Photoshop-Lite, in the Browser
Filters & Blend Modes
`filter` and `mix-blend-mode` apply Photoshop-style effects to HTML elements — blur, brightness, hue rotation, and color blending.
What you'll learn
- Apply `filter` effects
- Use `backdrop-filter` for frosted glass
- Recognize blend modes
filter applies image-processing effects to an element. They
work on anything — images, text, whole components.
Common Filters
filter: blur(4px);
filter: brightness(1.2);
filter: contrast(1.5);
filter: grayscale(50%);
filter: hue-rotate(180deg);
filter: saturate(0.5);
filter: invert(1);
filter: opacity(0.8);
filter: sepia(1);
filter: drop-shadow(0 4px 6px rgb(0 0 0 / 25%)); Combine them with spaces:
.thumbnail {
filter: grayscale(100%) brightness(0.8);
transition: filter 200ms ease;
}
.thumbnail:hover {
filter: none;
} drop-shadow vs box-shadow
box-shadow is rectangular. filter: drop-shadow() follows the
element’s actual silhouette — including transparent areas of PNGs
and SVGs.
.logo {
filter: drop-shadow(0 4px 6px rgb(0 0 0 / 25%));
} backdrop-filter — Frosted Glass
backdrop-filter applies effects to whatever’s BEHIND the element.
.glass {
background: rgb(255 255 255 / 30%);
backdrop-filter: blur(12px) saturate(180%);
} The classic iOS/macOS frosted glass look. Background content shows through, blurred. Performance varies by browser — test before deploying.
mix-blend-mode — Blending Colors
.overlay-text {
color: white;
mix-blend-mode: difference;
} Blends the element’s pixels with what’s behind. Modes include
multiply, screen, overlay, difference, lighten,
darken. Used for legibility tricks (text that flips color over
photos) and design flourishes.
background-blend-mode
Same idea, but between multiple backgrounds on the same element:
.hero {
background:
linear-gradient(rgb(0 0 0 / 50%), rgb(0 0 0 / 50%)),
url("/photo.jpg") center / cover;
background-blend-mode: overlay;
} End of Chapter
That wraps styling. Next chapter covers modern CSS — custom
properties, nesting, layers, :has(), color functions, dark mode.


WHAT YOU WILL DO
Each entry below is to be restated word for word, with no pictures carried over.

Records from a data collection:
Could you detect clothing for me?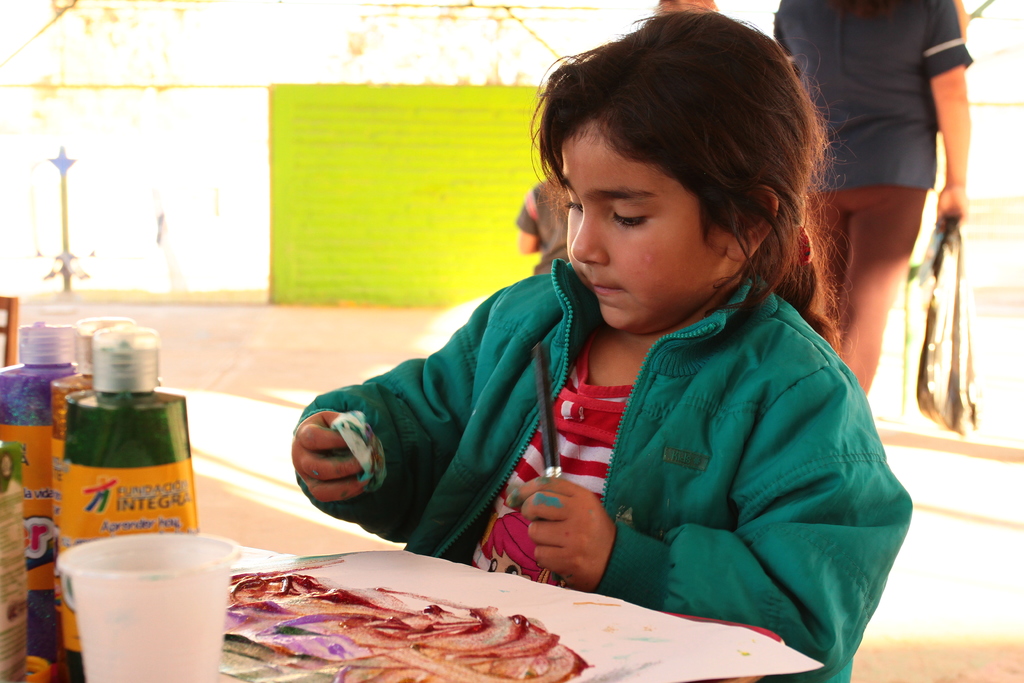
Detection result: {"x1": 771, "y1": 0, "x2": 977, "y2": 393}.
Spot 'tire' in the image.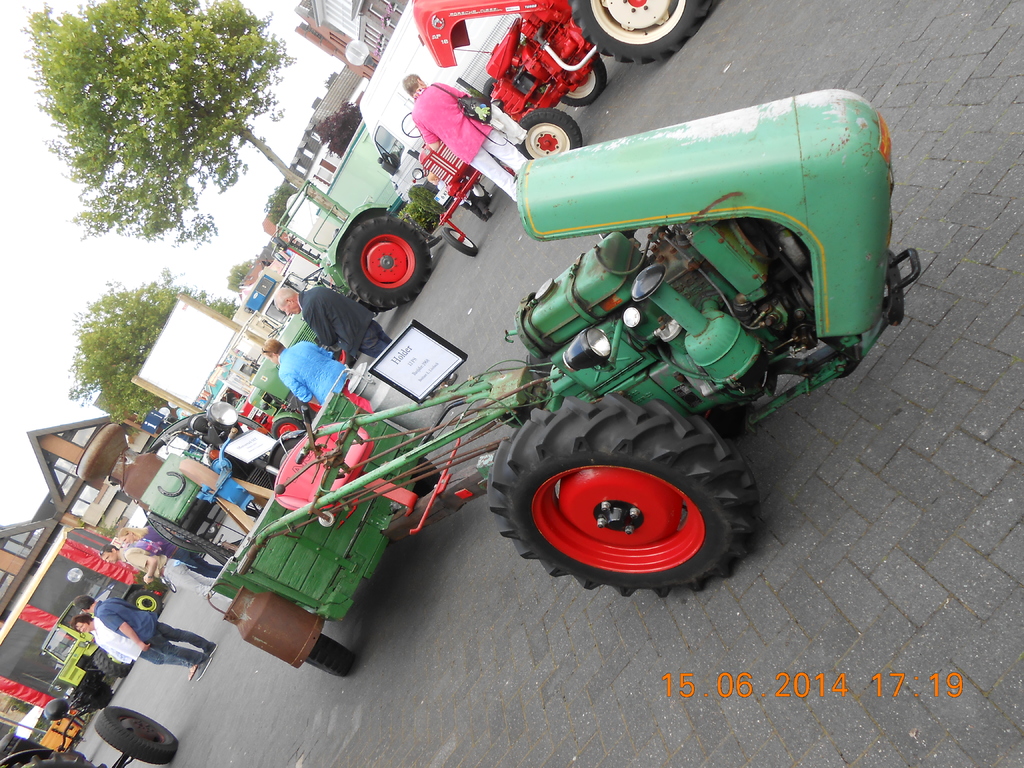
'tire' found at [left=518, top=108, right=585, bottom=161].
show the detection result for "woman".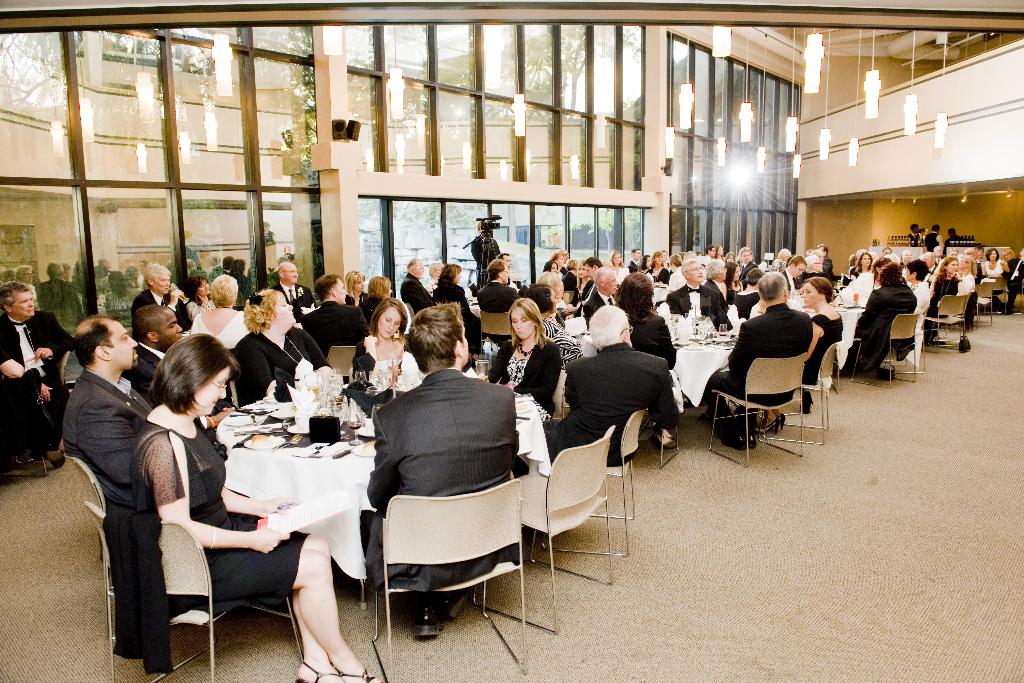
(616, 272, 675, 447).
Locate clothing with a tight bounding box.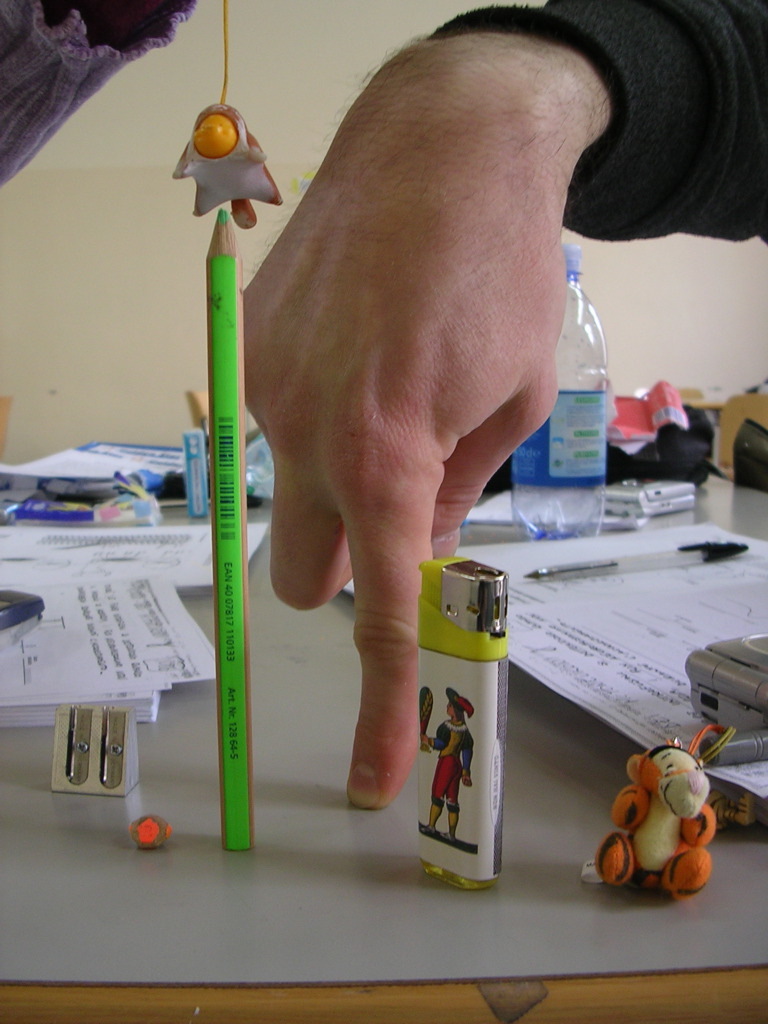
locate(433, 0, 767, 241).
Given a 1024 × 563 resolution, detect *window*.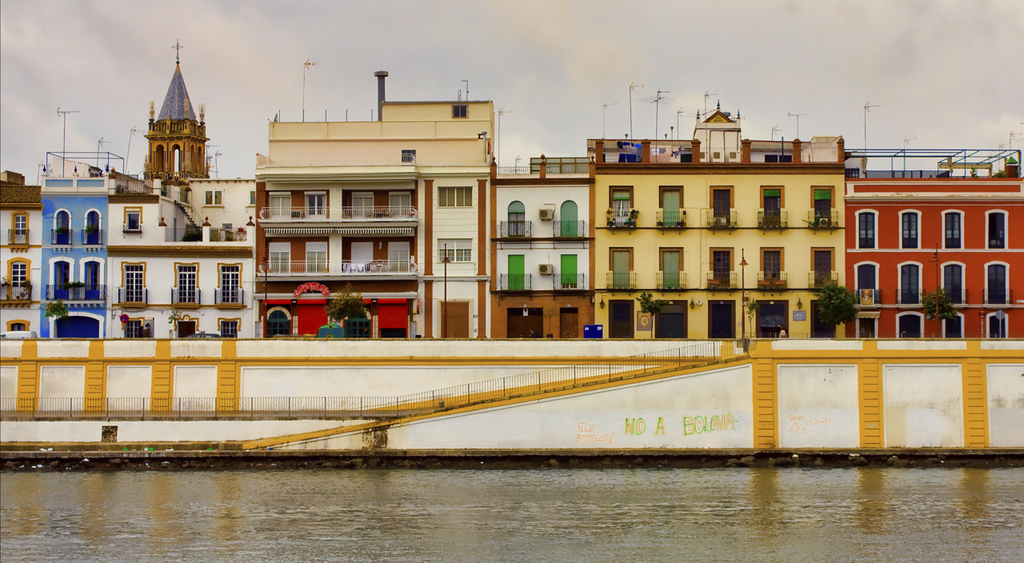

WRITTEN SOLUTION
Could you detect clothing for me?
Detection result: {"x1": 771, "y1": 0, "x2": 977, "y2": 393}.
Spot 'tire' in the image.
'tire' found at [left=518, top=108, right=585, bottom=161].
show the detection result for "woman".
(616, 272, 675, 447).
Locate clothing with a tight bounding box.
locate(433, 0, 767, 241).
Given a 1024 × 563 resolution, detect *window*.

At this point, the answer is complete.